Corelli's Mandolin
|
| Price: |
113 new or used available from £0.01
Average customer review:Product Details
- Amazon Sales Rank: #2493526 in Books
- Published on: 1995-09
- Original language: English
- Number of items: 1
- Binding: Paperback
- 437 pages
Customer Reviews
Wonderful book to read.
I read de Berniers' Captain Corelli's Mandolin over the weekend and felt the same way I feel when I read books by Marquez. As with Marquez it takes awhile before the distractions in my head recede to the point where I can appreciate the complex and intricate rhythm of the words and then I am hooked. The text is extraordinarily dense and rich with meaning about life and love and packed with historical information.
The ending was a disappointment, or more precisely, the approach to the ending was a disappointment.
Well written but totally inaccurate historically
The fiction part of this novel is well written and entertaining. The history part of it is inaccurate and fully distorted by the personal views of the writer. He is assuming right and wrong based on his political philosophy. The explanation he gives on the author's note shows how partial he is. His historical knowledge is as accurate as saying that Britain is still an empire. He should stick to purely fictional novels.
superb book, but great shame about the rotten ending
what spoils this book for me is the contrived and veryunconvincing ending. it strikes me that once again we have an author who has not had the strength of nerve to follow the internal logic of the book to the very end. another classic example of this syndrome is miss smilla's feeling for snow, which casts an almost magical spell over the reader for the first two thirds and then falls away sharply as it becomes clear that the author doesn't know how to end the book. for me, one of the main themes -- if the not the most important theme -- running through captain corelli's mandolin is the implicit message that you have to make the most of what you have today, because life is so arbitrary that disaster can strike any time, and usually does, especially in wartime. the author just about builds up enough sympathy for corelli to allow us to forgive him for the execution scene. for me, the book should have ended here, or once peace had broken out. of course we want to know what happened to corelli, but life isn't that neat, it's very chaotic, and had de bernieres followed the logic he created for the book -- the machinery which powers the plot along -- we would have been left wondering desperately what did happen to the (somewhat) one-dimensional but charming italian. to bring it all to neat end many years later, with every loose end tied up, just seems to be a cheap way out. i feel somewhat guilty carping on like this about what is in many ways an enchanting book, but i was deeply disappointed by the denouement. the bbc recently showed a documentary about de bernieres returning to cephallonia which featuerd various english celebrities talking about the book. theatre director richard eyre said he had given out over 100 copies to friends and acquantainces as a kind of test -- "I could not love anyone who did not love this book," he explained. this is a test i have used myself, but with another book, perhaps the greatest novel ever written -- "the master and margarita" by mikhail bulgakov. the huge unbridgeable chasm between the two books is that bulgakov sticks to his own rules to the very end and thereby produces something magical rather than something which is merely very good.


_Problem statement_
When you copy the listing, skip the images and return each line verbatim.

_Provided records_
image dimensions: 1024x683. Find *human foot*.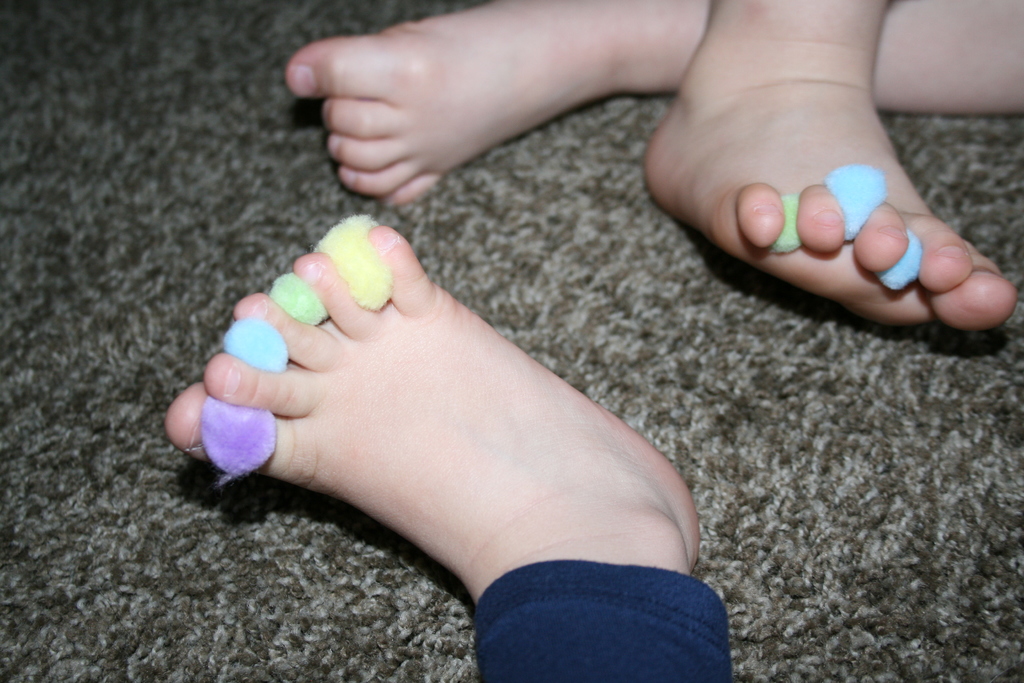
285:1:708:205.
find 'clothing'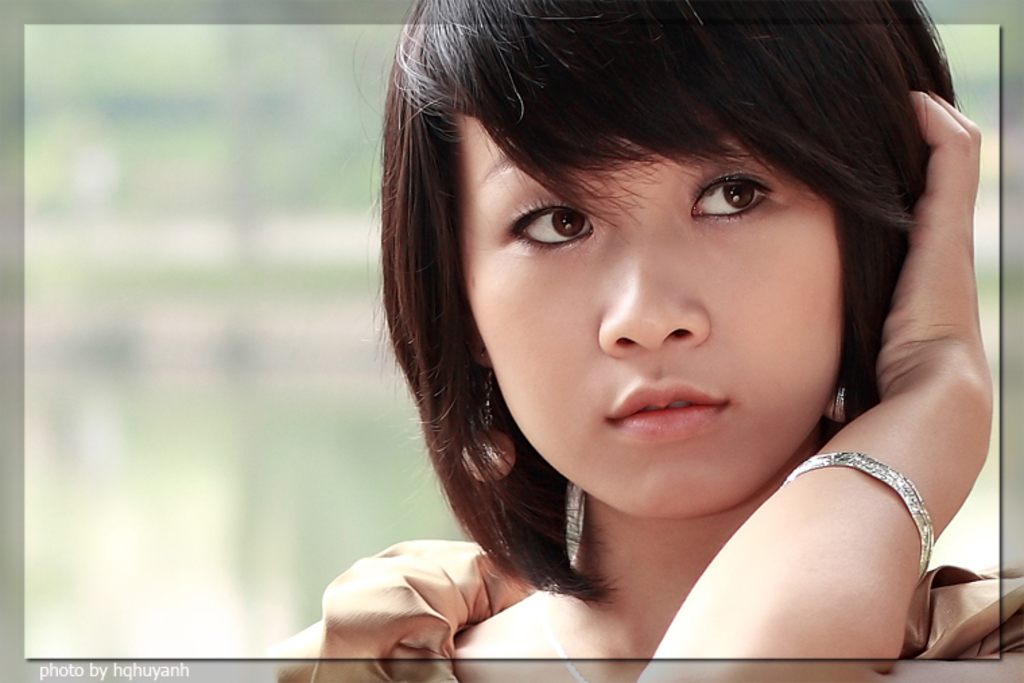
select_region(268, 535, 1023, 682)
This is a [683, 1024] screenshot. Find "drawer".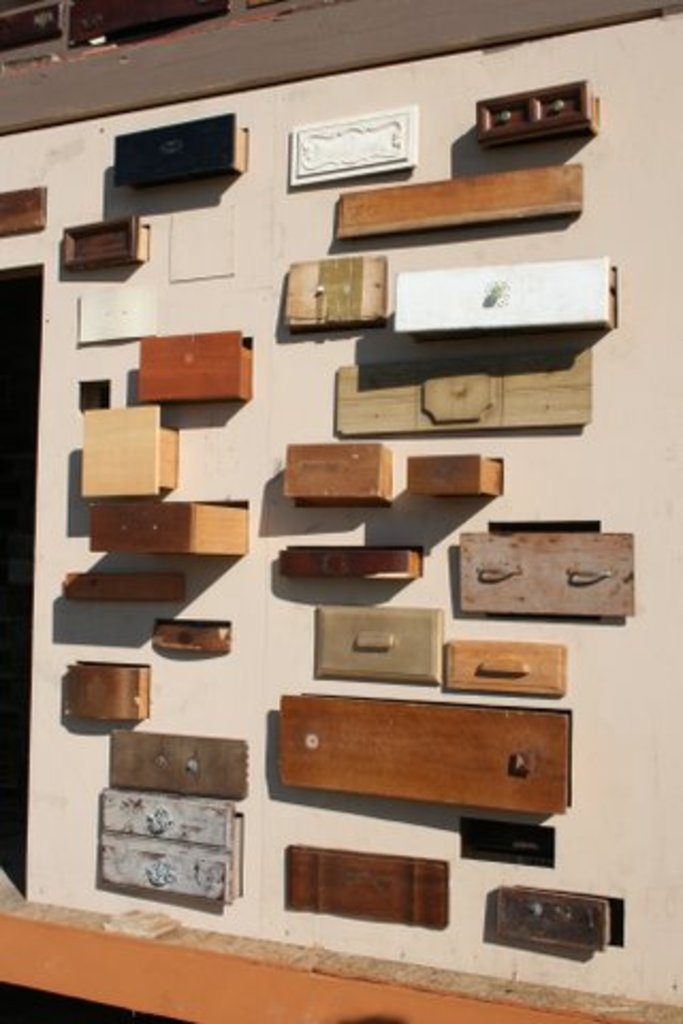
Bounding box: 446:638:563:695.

_Written response_
image dimensions: 1024x683. Find *human foot*.
285:1:708:205.
find 'clothing'
select_region(268, 535, 1023, 682)
This is a [683, 1024] screenshot. Find "drawer".
Bounding box: 446:638:563:695.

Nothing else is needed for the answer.